An Electric Dipole in a Uniform Field
A uniform field pulls a dipole's two charges in opposite directions with equal force, so there is no net push, only a twist. The two forces make a couple whose torque is $\boldsymbol{\tau} = \mathbf{p}\times\mathbf{E}$, of size $pE\sin\theta$, always rotating the dipole toward alignment with the field. There is a stored orientation energy that goes with the angle, $U = -\mathbf{p}\cdot\mathbf{E} = -pE\cos\theta$: lowest when the dipole points along the field, highest when it points against it. Left alone, the dipole does not just snap into place; it swings past and comes back, librating about the field direction exactly like a pendulum about straight down, with small-oscillation period $T = 2\pi\sqrt{I/pE}$. Drag the dipole to any angle and release it, turn the field up to deepen the energy well and quicken the swing, and add a little damping to watch it spiral into alignment. The panel below is that energy well, with the total-energy line whose crossings with the curve are the turning points the dipole rocks between.
WHAT TO TRY
- Drag the dipole to a large angle and release it: it swings toward the field, overshoots, and librates, the torque always pulling it back toward alignment.
- Set damping to none: with no losses the dipole librates forever and the total-energy line stays put (energy is conserved).
- Add damping: the total-energy line descends, the turning points close in, and the dipole spirals into alignment at the bottom of the well.
- Turn the field up: the well deepens and the swing quickens, the period shrinking as $1/\sqrt{E}$.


WHAT IS BEING ASKED
Are you able to retype all the records below exactly?

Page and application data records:
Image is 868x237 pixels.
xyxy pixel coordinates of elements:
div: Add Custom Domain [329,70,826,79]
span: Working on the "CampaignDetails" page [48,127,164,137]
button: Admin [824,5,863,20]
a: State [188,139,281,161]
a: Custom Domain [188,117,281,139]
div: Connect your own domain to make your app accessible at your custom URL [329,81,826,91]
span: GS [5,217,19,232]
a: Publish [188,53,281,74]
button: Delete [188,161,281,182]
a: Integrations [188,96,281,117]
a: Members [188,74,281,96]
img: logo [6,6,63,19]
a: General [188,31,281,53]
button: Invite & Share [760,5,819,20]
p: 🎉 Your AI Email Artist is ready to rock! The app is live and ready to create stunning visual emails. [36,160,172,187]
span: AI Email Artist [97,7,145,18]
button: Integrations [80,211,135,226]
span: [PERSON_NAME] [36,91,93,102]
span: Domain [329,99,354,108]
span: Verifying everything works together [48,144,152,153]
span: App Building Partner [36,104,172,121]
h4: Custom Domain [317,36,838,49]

OUTPUT FOR THIS EXERCISE
Image is 868x237 pixels.
xyxy pixel coordinates of elements:
div: Add Custom Domain [329,70,826,79]
span: Working on the "CampaignDetails" page [48,127,164,137]
button: Admin [824,5,863,20]
a: State [188,139,281,161]
a: Custom Domain [188,117,281,139]
div: Connect your own domain to make your app accessible at your custom URL [329,81,826,91]
span: GS [5,217,19,232]
a: Publish [188,53,281,74]
button: Delete [188,161,281,182]
a: Integrations [188,96,281,117]
a: Members [188,74,281,96]
img: logo [6,6,63,19]
a: General [188,31,281,53]
button: Invite & Share [760,5,819,20]
p: 🎉 Your AI Email Artist is ready to rock! The app is live and ready to create stunning visual emails. [36,160,172,187]
span: AI Email Artist [97,7,145,18]
button: Integrations [80,211,135,226]
span: [PERSON_NAME] [36,91,93,102]
span: Domain [329,99,354,108]
span: Verifying everything works together [48,144,152,153]
span: App Building Partner [36,104,172,121]
h4: Custom Domain [317,36,838,49]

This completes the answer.